This article is more than 10 years old.

Hotel giant Marriott International has found a new home to trade its shares.

The Bethesda, MD company said today it's decided to transfer the listing of its common stock to the NASDAQ exchange from the New York Stock Exchange.

The move is expected to take effect on Oct 21 and the company will keep its same ticker, MAR.

Marriott's CFO says the move is about cost.

"We believe this will provide us with cost-effective visibility, as well as efficient access to a portfolio of tools and opportunities to reach investors,” said Carl Berquist, Marriott’s executive vice president and chief financial officer.

Marriott, which operates over 3,800 hotel properties and reported nearly $12 billlion in revenue in 2012. Last year the company brought on Arne Sorenson as CEO after chairman Bill Marriott stepped down from the post. Sorenson has been busy building the hotel's brands out in Asia while wooing millinials at home and abroad.

He's is also changing the way Marriott makes decisions by putting more power in the hands of executives around the world rather than funneling all decisions to the company's Bethesda headquarters.
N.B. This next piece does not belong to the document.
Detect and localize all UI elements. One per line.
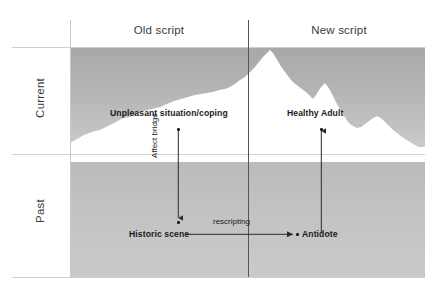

In an interview with Forbes earlier this year Sorenson said, “For decades, we’ve been a standards-driven--sometimes detailed-standards driven—company. But we’ve got to relearn our instincts and impulses."

Most of Marriott's pubic competitors trade on the New York Stock exchange including Barry Sternlicht's Starwood Hotel & Resorts, Hyatt Hotels, InterContinental Hotels Group.

Rival Hilton Worldwide filed to go public in September but there's no word yet where its owner, Blackstone, plans to trade its shares.